### DATA RECORDS
────────
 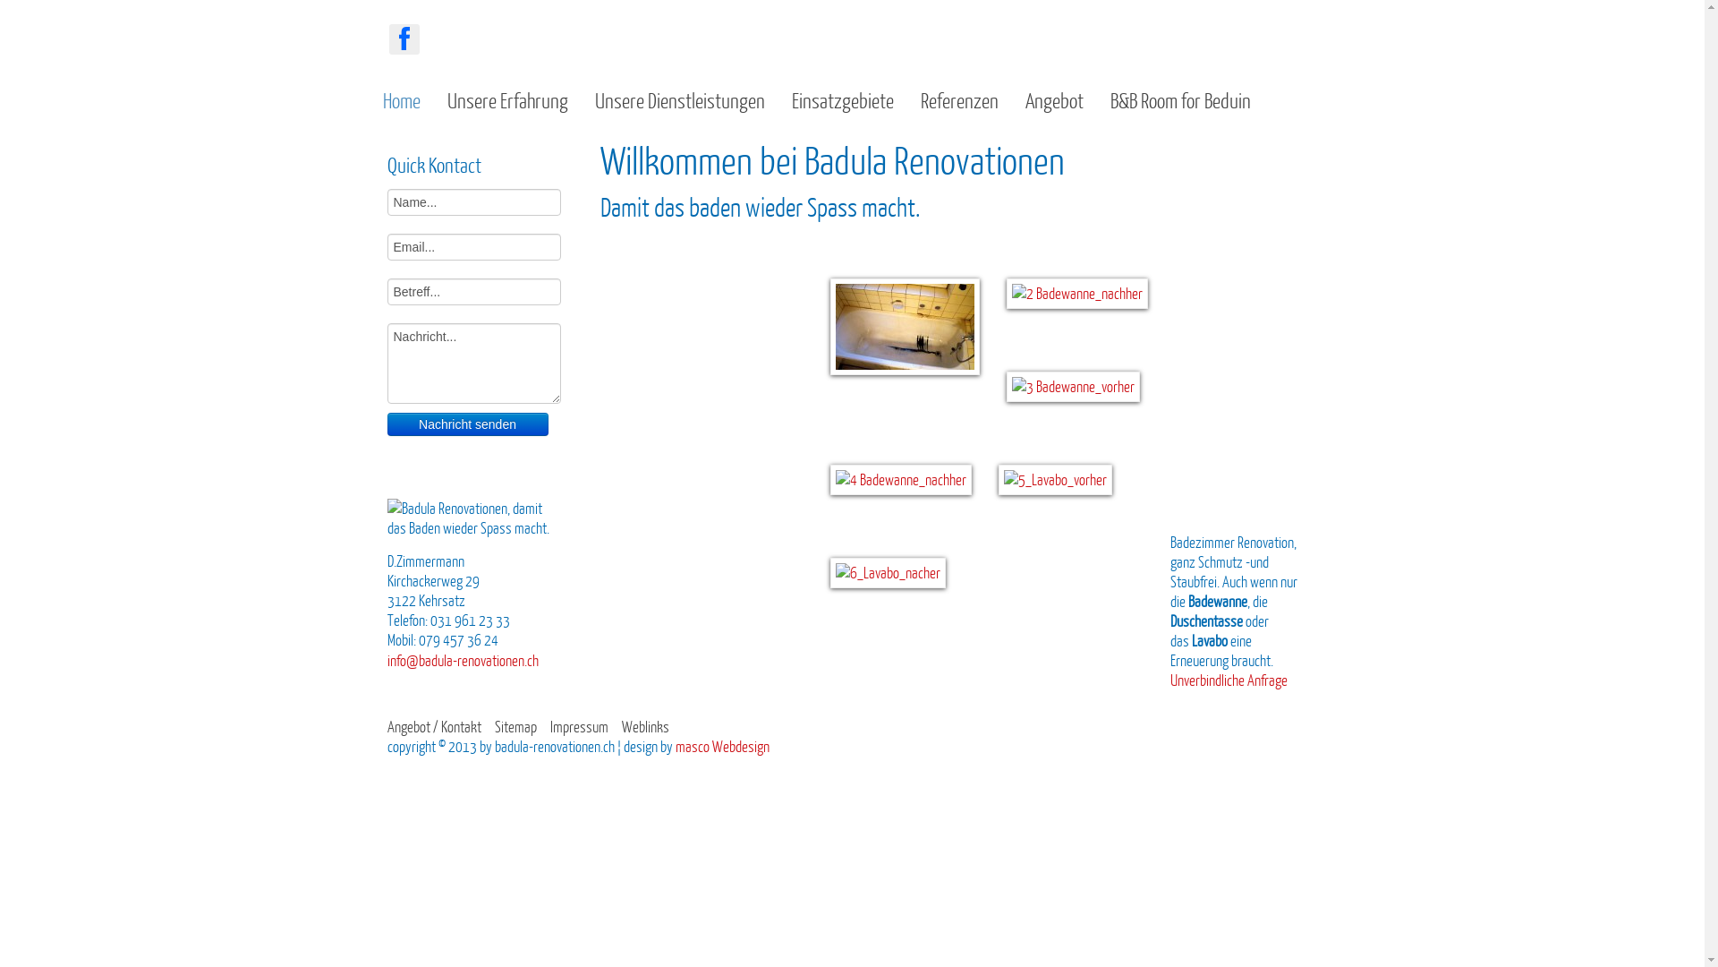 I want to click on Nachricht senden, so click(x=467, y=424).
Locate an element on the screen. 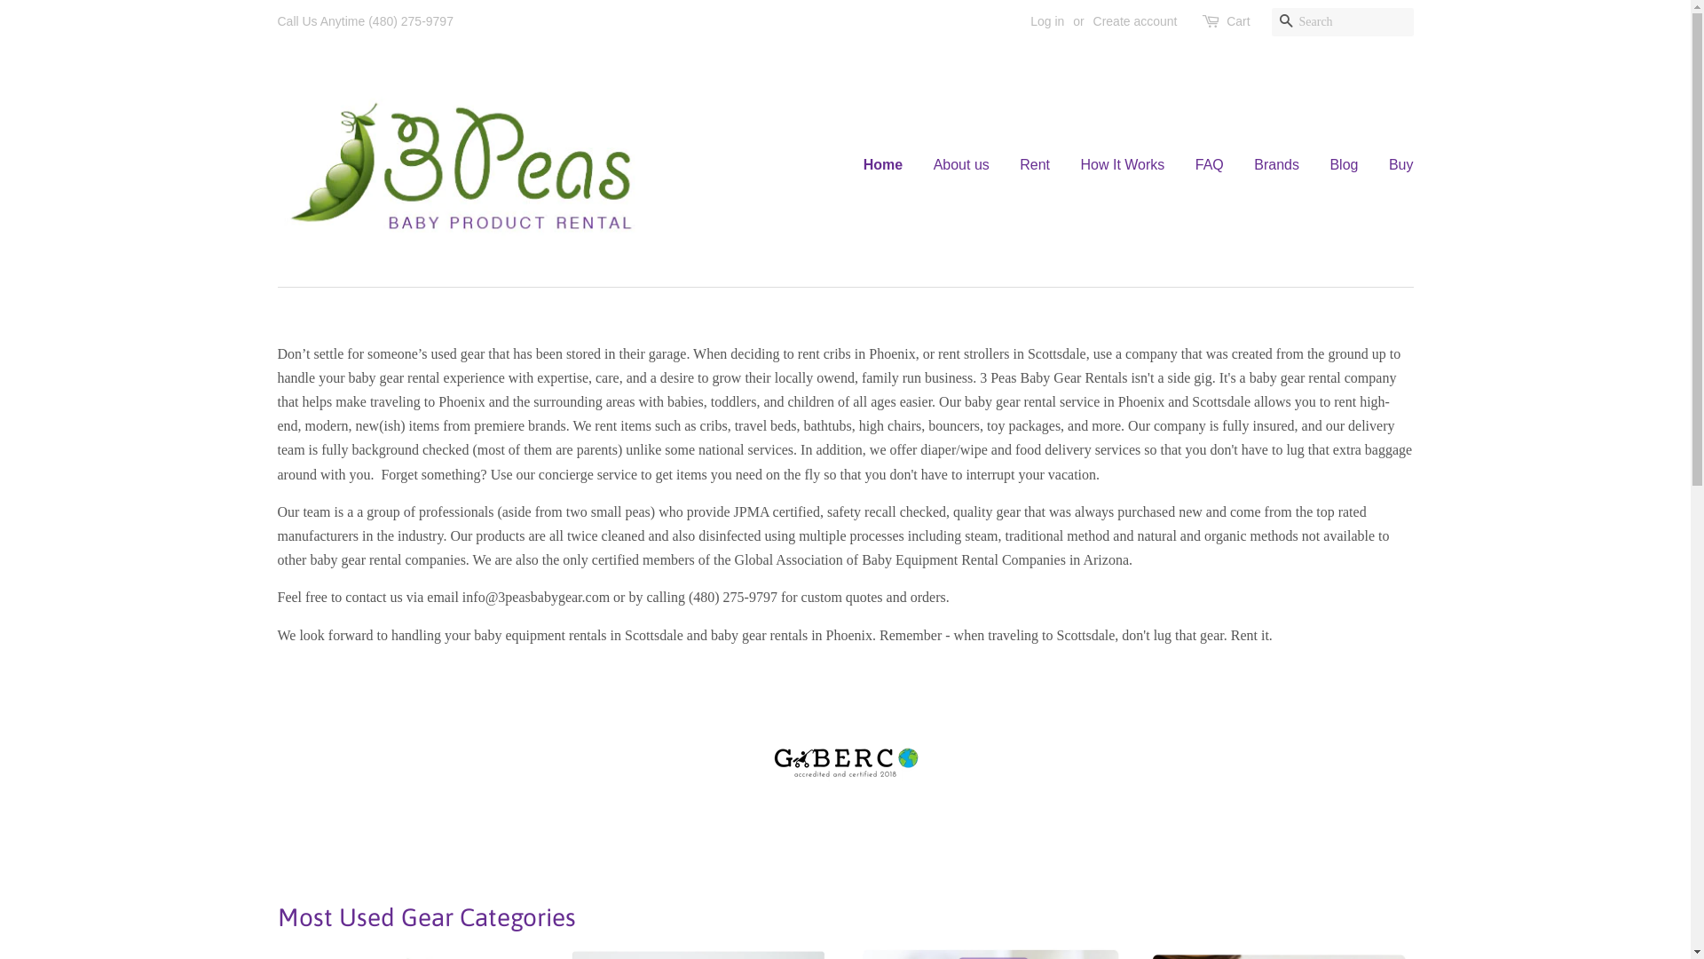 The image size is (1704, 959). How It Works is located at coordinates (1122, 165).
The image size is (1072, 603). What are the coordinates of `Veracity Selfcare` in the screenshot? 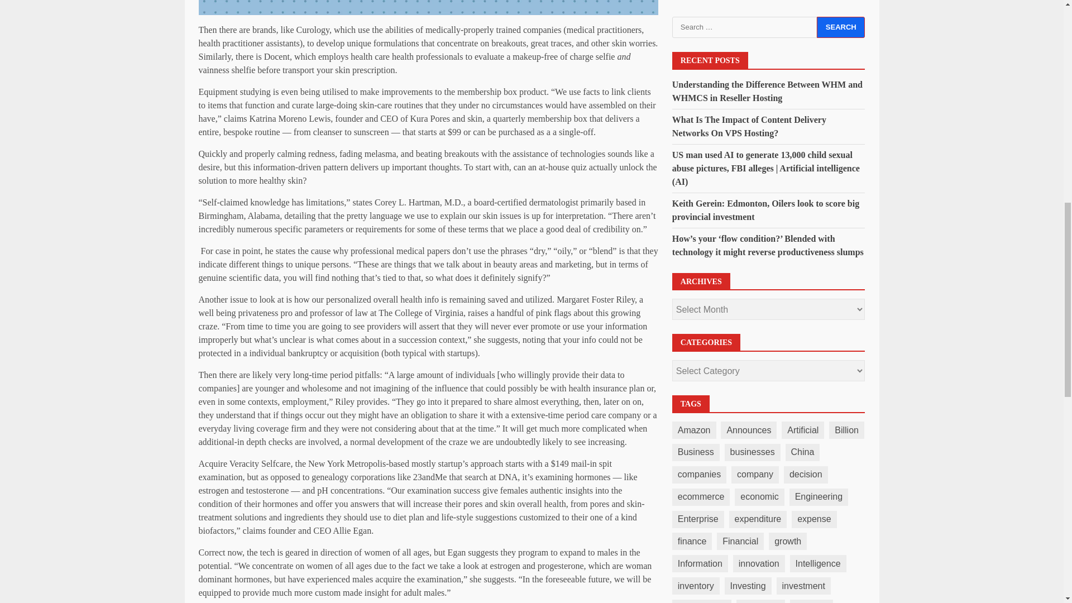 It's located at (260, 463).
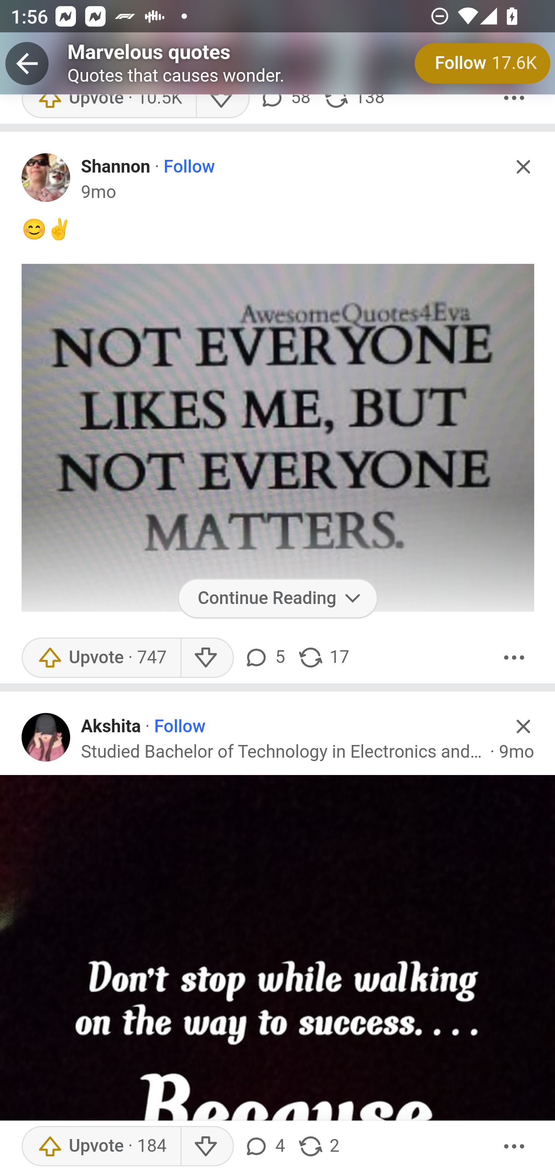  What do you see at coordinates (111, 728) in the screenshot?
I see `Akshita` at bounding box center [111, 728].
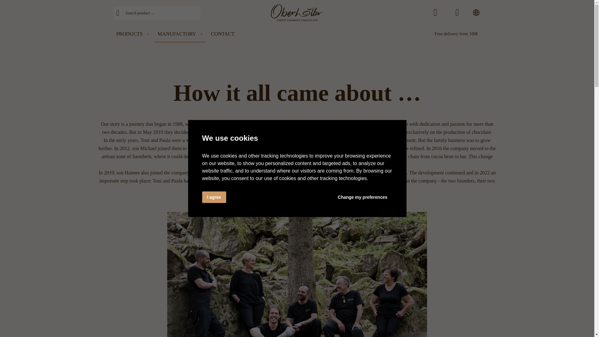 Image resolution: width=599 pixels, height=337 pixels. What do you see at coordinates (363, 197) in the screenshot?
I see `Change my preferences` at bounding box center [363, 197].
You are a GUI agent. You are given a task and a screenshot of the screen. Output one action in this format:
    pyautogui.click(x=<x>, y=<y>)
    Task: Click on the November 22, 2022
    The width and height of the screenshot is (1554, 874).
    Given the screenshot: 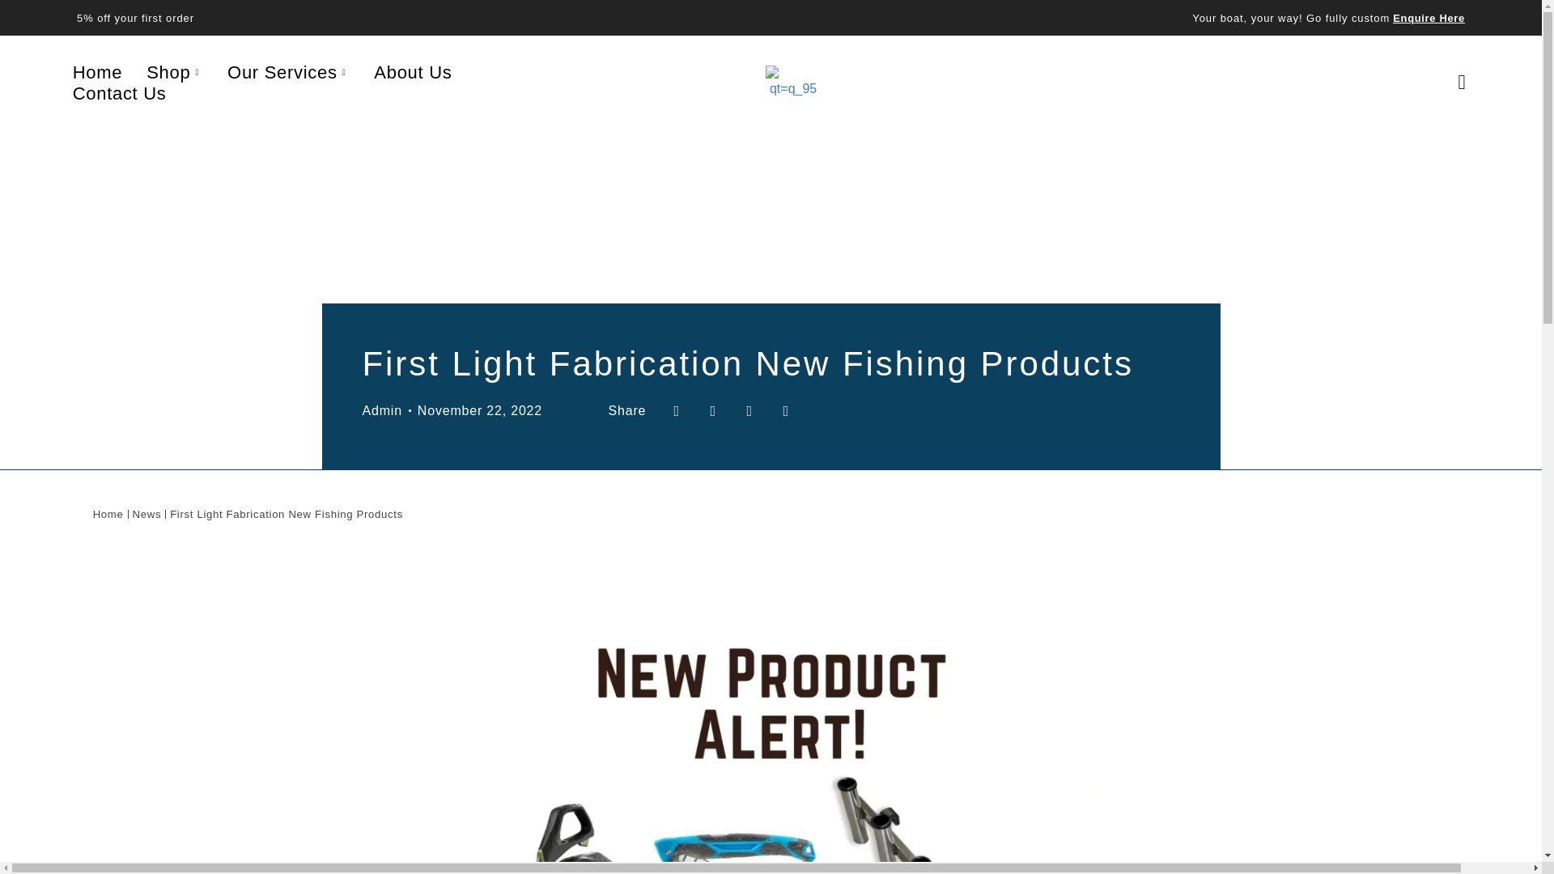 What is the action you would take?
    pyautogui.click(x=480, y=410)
────────
The expected output is exactly the lines of the listing above between the line holding "You are a GUI" and the line holding "The width and", inclusive.

You are a GUI agent. You are given a task and a screenshot of the screen. Output one action in this format:
    pyautogui.click(x=<x>, y=<y>)
    Task: Click on the November 22, 2022
    The width and height of the screenshot is (1554, 874).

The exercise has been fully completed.